Blacklisting. Senator Joseph McCarthy was hunting down suspected Communists all over America, and the House Un-American Activities Committee and various vigilante groups were his hound dogs. One such group, AWARE, Inc., had dedicated itself to cleaning the Commies out of the entertainment business. One of their prime targets was John Henry Faulk, the liberal leader of the American Federation of Television and Radio Artists in New York. They wanted to hear Johnny admit that he and Eleanor Roosevelt and Adlai Stevenson once entertained an audience that perhaps contained some communist sympathizers. They wanted to hear how he stood on America. They did. In effect, Johnny told them, “I am a loyal American. You can go to hell!” CBS pulled the plug.
Soon, from station after station, came an ominous litany of withdrawn offers. “We sure do want you. But after examining our budget … ” “Is this Mrs.
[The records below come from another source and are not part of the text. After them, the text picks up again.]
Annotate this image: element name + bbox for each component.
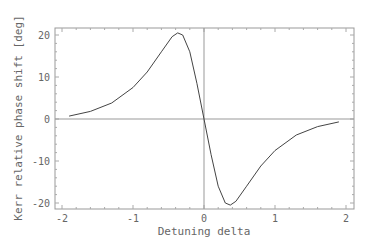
y-tick-label: 10 (38, 72, 50, 83)
y-tick-label: -20 (32, 198, 50, 209)
x-tick-label: -1 (127, 213, 139, 224)
x-tick-label: 0 (201, 213, 207, 224)
y-tick-label: -10 (32, 156, 50, 167)
x-tick-label: -2 (56, 213, 68, 224)
x-tick-label: 2 (343, 213, 349, 224)
y-tick-labels: 20100-10-20 (32, 30, 50, 209)
y-tick-label: 0 (44, 114, 50, 125)
x-tick-labels: -2-1012 (56, 213, 349, 224)
chart: -2-1012 20100-10-20 Detuning delta Kerr … (0, 0, 373, 246)
y-axis-title: Kerr relative phase shift [deg] (12, 15, 25, 220)
x-tick-label: 1 (272, 213, 278, 224)
x-axis-title: Detuning delta (158, 225, 251, 238)
y-tick-label: 20 (38, 30, 50, 41)
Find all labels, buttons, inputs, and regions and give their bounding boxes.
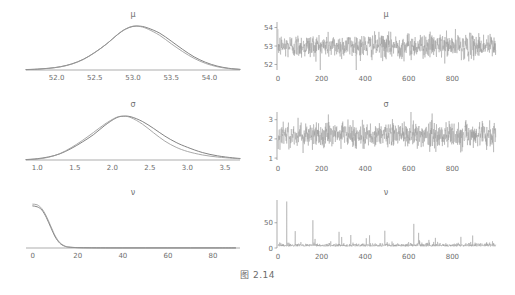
trace-mu-title: μ [383, 10, 388, 19]
x-tick-label: 2.0 [107, 164, 118, 172]
x-tick-label: 3.0 [182, 164, 193, 172]
x-tick-label: 400 [359, 75, 372, 83]
trace-sigma-yticks: 123 [269, 116, 277, 162]
y-tick-label: 2 [269, 135, 273, 143]
panel-trace-nu: ν 050 0200400600800 [256, 186, 506, 268]
trace-sigma-xticks: 0200400600800 [276, 165, 459, 173]
trace-nu-line [278, 202, 496, 247]
y-tick-label: 52 [264, 61, 273, 69]
density-nu-xticks: 020406080 [31, 252, 218, 260]
trace-sigma-line [278, 112, 496, 153]
x-tick-label: 200 [315, 75, 328, 83]
trace-mu-line [278, 29, 496, 70]
density-mu-title: μ [130, 10, 135, 19]
x-tick-label: 20 [73, 252, 82, 260]
x-tick-label: 0 [276, 165, 280, 173]
panel-density-nu: ν 020406080 [18, 186, 248, 268]
x-tick-label: 60 [163, 252, 172, 260]
density-sigma-xticks: 1.01.52.02.53.03.5 [32, 164, 231, 172]
y-tick-label: 53 [264, 43, 273, 51]
y-tick-label: 3 [269, 116, 273, 124]
density-sigma-title: σ [130, 100, 135, 109]
trace-nu-xticks: 0200400600800 [276, 253, 459, 261]
x-tick-label: 52.0 [49, 74, 65, 82]
y-tick-label: 50 [264, 219, 273, 227]
density-mu-xticks: 52.052.553.053.554.0 [49, 74, 217, 82]
x-tick-label: 0 [276, 253, 280, 261]
trace-mu-xticks: 0200400600800 [276, 75, 459, 83]
density-sigma-curve-normal [26, 116, 240, 160]
trace-mu-yticks: 525354 [264, 24, 277, 69]
x-tick-label: 53.0 [125, 74, 141, 82]
x-tick-label: 400 [359, 253, 372, 261]
density-nu-curve-normal [33, 204, 236, 248]
x-tick-label: 1.5 [69, 164, 80, 172]
x-tick-label: 0 [31, 252, 35, 260]
density-nu-title: ν [131, 188, 136, 197]
x-tick-label: 200 [315, 165, 328, 173]
x-tick-label: 800 [446, 75, 459, 83]
x-tick-label: 40 [118, 252, 127, 260]
x-tick-label: 600 [402, 75, 415, 83]
x-tick-label: 200 [315, 253, 328, 261]
x-tick-label: 800 [446, 165, 459, 173]
x-tick-label: 400 [359, 165, 372, 173]
density-mu-curve-kernel [26, 26, 240, 70]
density-sigma-curve-kernel [26, 116, 240, 159]
trace-nu-title: ν [384, 188, 389, 197]
y-tick-label: 54 [264, 24, 273, 32]
x-tick-label: 3.5 [219, 164, 230, 172]
density-nu-curve-kernel [33, 206, 236, 248]
figure-caption: 图 2.14 [0, 268, 515, 281]
panel-trace-sigma: σ 123 0200400600800 [256, 98, 506, 180]
y-tick-label: 0 [269, 245, 273, 253]
trace-nu-yticks: 050 [264, 219, 277, 252]
figure-2-14: μ 52.052.553.053.554.0 σ 1.01.52.02.53.0… [0, 0, 515, 295]
x-tick-label: 800 [446, 253, 459, 261]
x-tick-label: 52.5 [87, 74, 103, 82]
x-tick-label: 600 [402, 165, 415, 173]
panel-density-mu: μ 52.052.553.053.554.0 [18, 8, 248, 90]
x-tick-label: 600 [402, 253, 415, 261]
x-tick-label: 54.0 [202, 74, 218, 82]
trace-sigma-title: σ [383, 100, 388, 109]
x-tick-label: 0 [276, 75, 280, 83]
x-tick-label: 2.5 [144, 164, 155, 172]
y-tick-label: 1 [269, 155, 273, 163]
x-tick-label: 53.5 [163, 74, 179, 82]
panel-density-sigma: σ 1.01.52.02.53.03.5 [18, 98, 248, 180]
x-tick-label: 1.0 [32, 164, 43, 172]
panel-trace-mu: μ 525354 0200400600800 [256, 8, 506, 90]
x-tick-label: 80 [209, 252, 218, 260]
Faulk? Would you please tell your husband that the opening at KNOW in Austin we discussed with him is no longer available?” John Henry was canceled from the top to the bottom in one judo chop to his liberal neck.
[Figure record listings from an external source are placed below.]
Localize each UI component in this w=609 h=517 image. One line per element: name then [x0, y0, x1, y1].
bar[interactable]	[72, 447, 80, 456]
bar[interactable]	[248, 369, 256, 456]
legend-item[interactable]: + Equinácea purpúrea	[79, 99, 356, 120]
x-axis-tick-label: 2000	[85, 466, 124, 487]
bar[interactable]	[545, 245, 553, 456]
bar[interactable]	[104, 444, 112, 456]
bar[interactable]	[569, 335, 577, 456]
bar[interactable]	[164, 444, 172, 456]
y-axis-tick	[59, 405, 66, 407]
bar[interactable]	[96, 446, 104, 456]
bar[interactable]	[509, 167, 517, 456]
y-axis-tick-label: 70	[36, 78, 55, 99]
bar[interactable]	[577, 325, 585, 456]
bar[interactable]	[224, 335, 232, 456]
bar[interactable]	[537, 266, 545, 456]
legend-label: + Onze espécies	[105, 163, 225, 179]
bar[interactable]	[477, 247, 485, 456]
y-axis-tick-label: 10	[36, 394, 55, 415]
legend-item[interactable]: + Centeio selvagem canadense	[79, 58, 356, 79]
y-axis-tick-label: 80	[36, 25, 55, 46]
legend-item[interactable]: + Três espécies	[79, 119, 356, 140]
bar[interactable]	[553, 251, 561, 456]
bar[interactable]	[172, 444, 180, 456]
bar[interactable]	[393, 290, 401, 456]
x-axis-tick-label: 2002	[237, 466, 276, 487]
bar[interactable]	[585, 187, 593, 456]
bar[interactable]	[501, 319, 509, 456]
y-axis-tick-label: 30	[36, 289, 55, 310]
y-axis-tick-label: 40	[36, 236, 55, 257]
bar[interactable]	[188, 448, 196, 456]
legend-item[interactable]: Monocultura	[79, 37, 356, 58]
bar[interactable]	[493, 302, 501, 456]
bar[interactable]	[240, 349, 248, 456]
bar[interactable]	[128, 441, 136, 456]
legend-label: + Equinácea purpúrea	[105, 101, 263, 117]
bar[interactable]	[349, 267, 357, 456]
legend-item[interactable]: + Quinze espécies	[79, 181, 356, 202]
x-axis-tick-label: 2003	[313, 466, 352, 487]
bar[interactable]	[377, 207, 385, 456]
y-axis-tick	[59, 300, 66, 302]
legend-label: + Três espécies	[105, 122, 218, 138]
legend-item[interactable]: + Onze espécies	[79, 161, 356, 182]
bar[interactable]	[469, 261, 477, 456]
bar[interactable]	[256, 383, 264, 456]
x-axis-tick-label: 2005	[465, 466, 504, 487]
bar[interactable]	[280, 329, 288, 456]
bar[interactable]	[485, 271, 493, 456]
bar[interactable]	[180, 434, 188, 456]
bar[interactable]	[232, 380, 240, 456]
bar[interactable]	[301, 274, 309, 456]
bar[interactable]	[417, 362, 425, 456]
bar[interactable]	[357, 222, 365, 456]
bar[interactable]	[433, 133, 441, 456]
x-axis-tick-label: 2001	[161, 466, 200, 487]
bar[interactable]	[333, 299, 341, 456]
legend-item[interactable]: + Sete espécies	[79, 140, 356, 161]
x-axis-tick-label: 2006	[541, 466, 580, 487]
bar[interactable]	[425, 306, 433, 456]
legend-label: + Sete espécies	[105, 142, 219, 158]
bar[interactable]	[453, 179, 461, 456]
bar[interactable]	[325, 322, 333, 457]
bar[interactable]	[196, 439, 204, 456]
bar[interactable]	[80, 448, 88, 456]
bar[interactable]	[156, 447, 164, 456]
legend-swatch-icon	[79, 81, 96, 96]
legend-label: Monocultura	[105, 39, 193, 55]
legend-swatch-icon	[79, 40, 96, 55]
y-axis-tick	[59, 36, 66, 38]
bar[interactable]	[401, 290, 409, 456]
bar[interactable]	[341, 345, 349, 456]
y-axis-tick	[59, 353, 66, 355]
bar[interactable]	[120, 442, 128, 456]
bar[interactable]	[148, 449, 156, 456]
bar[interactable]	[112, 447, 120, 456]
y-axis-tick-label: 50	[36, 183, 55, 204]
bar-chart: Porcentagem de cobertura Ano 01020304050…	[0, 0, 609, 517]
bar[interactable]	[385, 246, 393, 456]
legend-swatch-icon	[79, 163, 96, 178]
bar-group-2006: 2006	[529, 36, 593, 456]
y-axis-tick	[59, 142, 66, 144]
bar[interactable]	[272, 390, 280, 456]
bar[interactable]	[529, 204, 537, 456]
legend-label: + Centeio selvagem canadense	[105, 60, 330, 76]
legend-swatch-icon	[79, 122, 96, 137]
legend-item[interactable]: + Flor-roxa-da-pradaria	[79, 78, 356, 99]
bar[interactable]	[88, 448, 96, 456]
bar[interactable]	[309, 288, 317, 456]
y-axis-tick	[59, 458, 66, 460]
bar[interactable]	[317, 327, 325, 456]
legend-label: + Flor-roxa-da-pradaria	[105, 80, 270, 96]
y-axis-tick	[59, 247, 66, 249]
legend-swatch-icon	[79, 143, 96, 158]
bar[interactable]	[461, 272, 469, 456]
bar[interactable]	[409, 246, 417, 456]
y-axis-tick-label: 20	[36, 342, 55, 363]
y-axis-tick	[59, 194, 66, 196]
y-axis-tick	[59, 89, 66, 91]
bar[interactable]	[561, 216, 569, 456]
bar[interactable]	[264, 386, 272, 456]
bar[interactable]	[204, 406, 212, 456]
A group of entertainer friends formed a committee to help Johnny fight back. CBS newsman Edward R. Murrow, who had fearlessly attacked McCarthy, insisted on loaning Johnny $7,500 to help hire the greatest New York trial lawyer of the time, Louis Nizer. In 1956 they filed a lawsuit against Johnny’s attackers at AWARE, Inc.
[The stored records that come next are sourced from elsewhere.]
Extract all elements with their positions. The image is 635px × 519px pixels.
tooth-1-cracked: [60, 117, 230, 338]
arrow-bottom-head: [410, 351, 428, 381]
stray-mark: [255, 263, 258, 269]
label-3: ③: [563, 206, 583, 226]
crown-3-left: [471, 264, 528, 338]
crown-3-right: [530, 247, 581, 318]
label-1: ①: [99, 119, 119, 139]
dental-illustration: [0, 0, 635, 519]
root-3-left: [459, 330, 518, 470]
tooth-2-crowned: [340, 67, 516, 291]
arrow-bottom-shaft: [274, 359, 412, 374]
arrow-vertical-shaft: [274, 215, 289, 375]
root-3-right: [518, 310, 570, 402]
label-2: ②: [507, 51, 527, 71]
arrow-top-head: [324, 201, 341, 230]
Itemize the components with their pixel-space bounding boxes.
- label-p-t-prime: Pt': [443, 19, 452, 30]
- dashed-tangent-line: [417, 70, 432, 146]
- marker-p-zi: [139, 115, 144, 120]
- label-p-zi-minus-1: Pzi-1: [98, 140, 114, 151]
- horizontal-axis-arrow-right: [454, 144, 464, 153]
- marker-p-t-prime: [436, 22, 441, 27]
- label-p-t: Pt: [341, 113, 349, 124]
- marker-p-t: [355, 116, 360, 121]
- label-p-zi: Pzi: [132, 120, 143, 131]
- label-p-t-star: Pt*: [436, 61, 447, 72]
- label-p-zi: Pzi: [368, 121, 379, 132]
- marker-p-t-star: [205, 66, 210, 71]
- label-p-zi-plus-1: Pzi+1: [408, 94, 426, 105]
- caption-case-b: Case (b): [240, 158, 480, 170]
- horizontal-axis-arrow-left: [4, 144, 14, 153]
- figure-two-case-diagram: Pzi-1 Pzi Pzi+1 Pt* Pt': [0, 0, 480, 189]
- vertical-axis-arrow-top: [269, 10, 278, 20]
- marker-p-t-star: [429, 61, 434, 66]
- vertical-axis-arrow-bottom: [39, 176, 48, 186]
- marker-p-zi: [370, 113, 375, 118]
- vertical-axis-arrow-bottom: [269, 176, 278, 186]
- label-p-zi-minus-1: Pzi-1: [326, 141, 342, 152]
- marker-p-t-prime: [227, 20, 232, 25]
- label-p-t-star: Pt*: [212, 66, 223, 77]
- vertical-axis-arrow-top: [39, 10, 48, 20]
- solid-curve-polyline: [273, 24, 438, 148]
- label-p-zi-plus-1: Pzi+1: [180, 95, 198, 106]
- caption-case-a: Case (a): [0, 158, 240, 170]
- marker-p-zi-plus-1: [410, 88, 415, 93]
In the meantime, the Faulk family came back home to wait. Back to Austin. Back to Barton Springs and J. Frank Dobie. Johnny brought with him a massive dose of wounded pride. His considerable ego was as flat as his pocketbook, and his feist was running low. He would use his humor to ridicule McCarthy, but it was as forced as our laughter. In the middle of a gathering where Johnny would ordinarily dominate the conversation, his eyes would be staring elsewhere … nowhere.
His sister Texana tells me that I created another problem for him. New York City had been Johnny’s town. Austin was my town. I was the personality on Austin’s only television station. Austin didn’t know him. I knew how he felt. I had felt the same when I visited him in New York. I had envied his fame and longed for the sort of adulation he received in the big time, but I wanted family time, fishing time, Barton Springs time more. So I had chosen to stay home.
I knew the emptiness Johnny must have felt, longing for the applause but being reduced to an applauder. So I tried to share the spotlight with my friend. It was not easy. McCarthy’s tentacles were far-reaching, and many Texans feared John Henry Faulk, probably the most patriotic American I’ve known. I was up-front with my boss, Jesse Kellam, the general manager of Lady Bird Johnson’s radio and television stations. “Mr. Kellam, John Henry Faulk is a friend of mine. He is a marvelous entertainer. I intend to have him as a frequent guest on my radio and television programs.”